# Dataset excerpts
Start of Block

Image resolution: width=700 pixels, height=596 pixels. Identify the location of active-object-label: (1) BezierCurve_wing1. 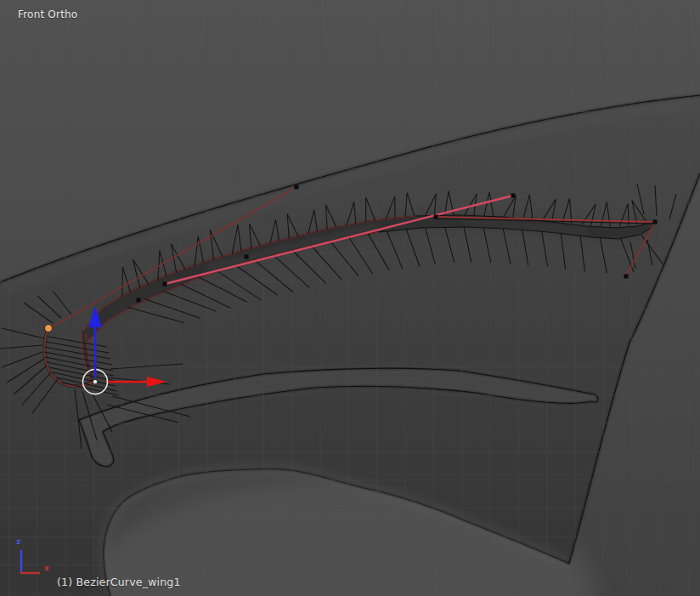
(119, 582).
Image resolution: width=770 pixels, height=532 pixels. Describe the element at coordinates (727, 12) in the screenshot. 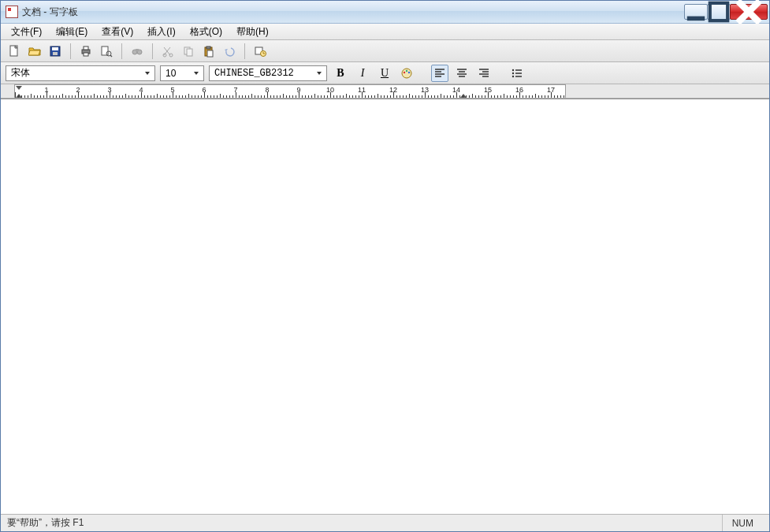

I see `window-controls` at that location.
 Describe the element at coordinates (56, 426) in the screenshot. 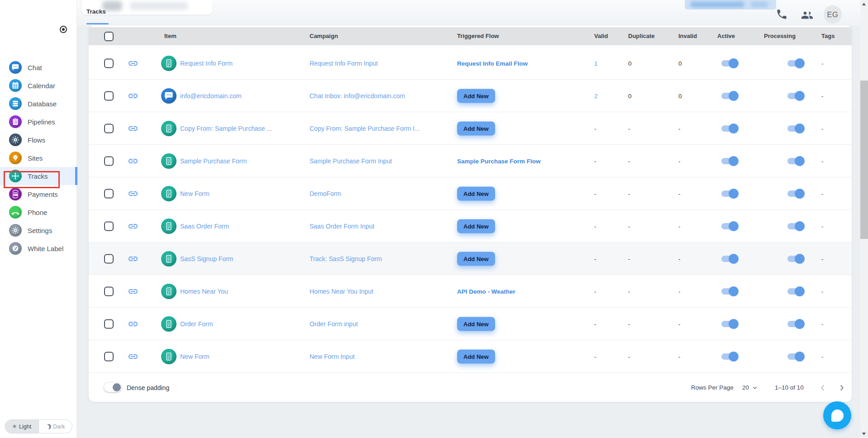

I see `dark-mode-button: Dark` at that location.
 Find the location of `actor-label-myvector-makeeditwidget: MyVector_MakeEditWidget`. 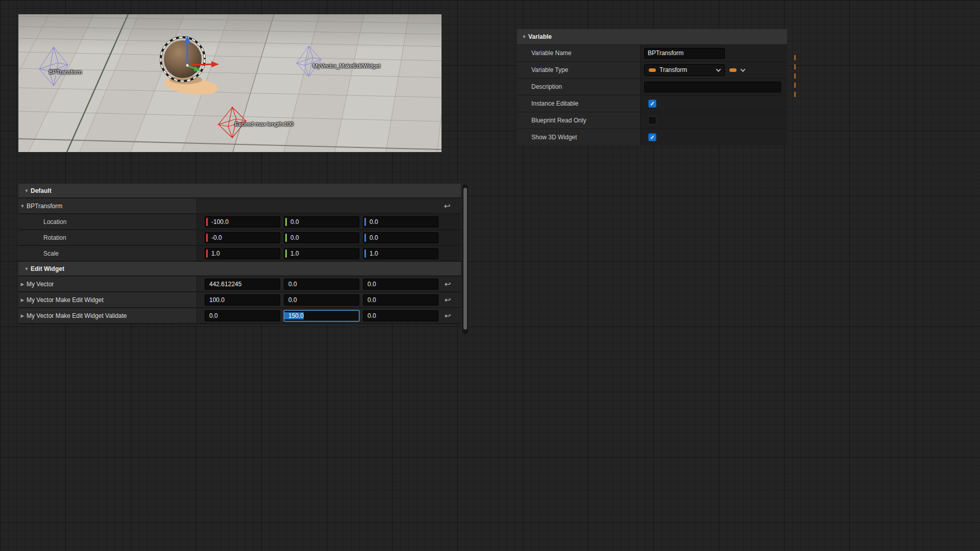

actor-label-myvector-makeeditwidget: MyVector_MakeEditWidget is located at coordinates (347, 66).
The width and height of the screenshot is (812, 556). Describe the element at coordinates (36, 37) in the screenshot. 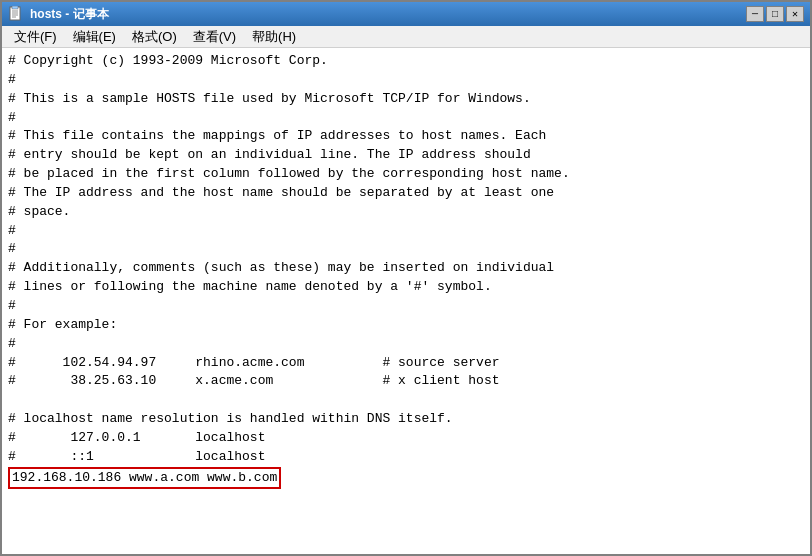

I see `menu-file: 文件(F)` at that location.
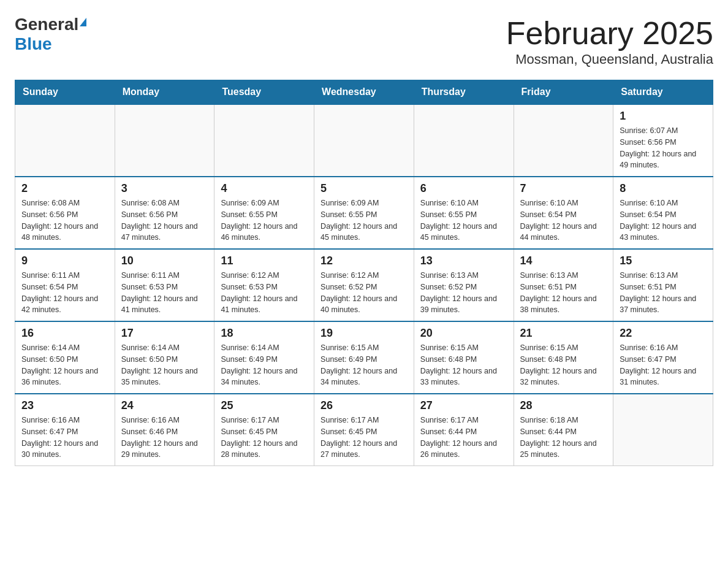  I want to click on calendar-cell: 8Sunrise: 6:10 AM Sunset: 6:54 PM Daylig…, so click(663, 213).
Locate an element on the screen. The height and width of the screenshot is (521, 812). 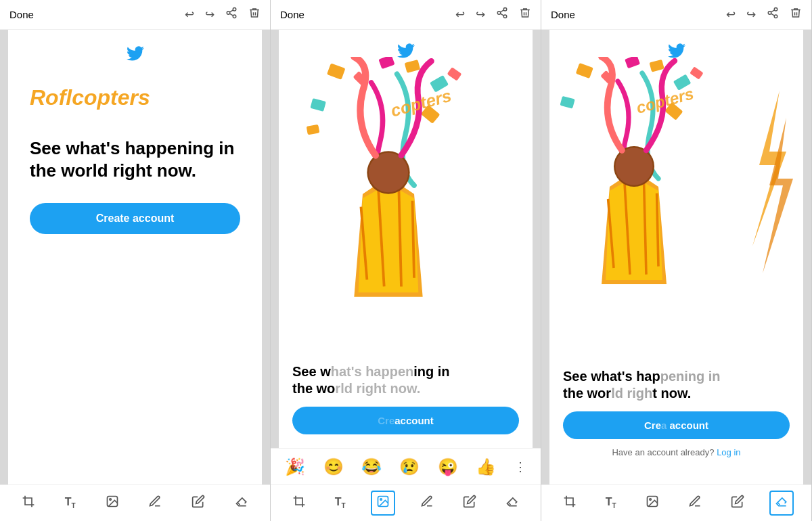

End of Block

# What is being asked
The records above should be repeated exactly, with no pictures in the copy.

# Output
Image resolution: width=700 pixels, height=596 pixels. Identify the location of active-object-label: (1) BezierCurve_wing1. 
(119, 582).
Image resolution: width=770 pixels, height=532 pixels. Describe the element at coordinates (727, 12) in the screenshot. 

I see `window-controls` at that location.
 Describe the element at coordinates (56, 426) in the screenshot. 

I see `dark-mode-button: Dark` at that location.
 Find the location of `actor-label-myvector-makeeditwidget: MyVector_MakeEditWidget`. 

actor-label-myvector-makeeditwidget: MyVector_MakeEditWidget is located at coordinates (347, 66).
The width and height of the screenshot is (812, 556). Describe the element at coordinates (36, 37) in the screenshot. 

I see `menu-file: 文件(F)` at that location.
  I want to click on calendar-cell: 8Sunrise: 6:10 AM Sunset: 6:54 PM Daylig…, so click(663, 213).
Locate an element on the screen. The height and width of the screenshot is (521, 812). 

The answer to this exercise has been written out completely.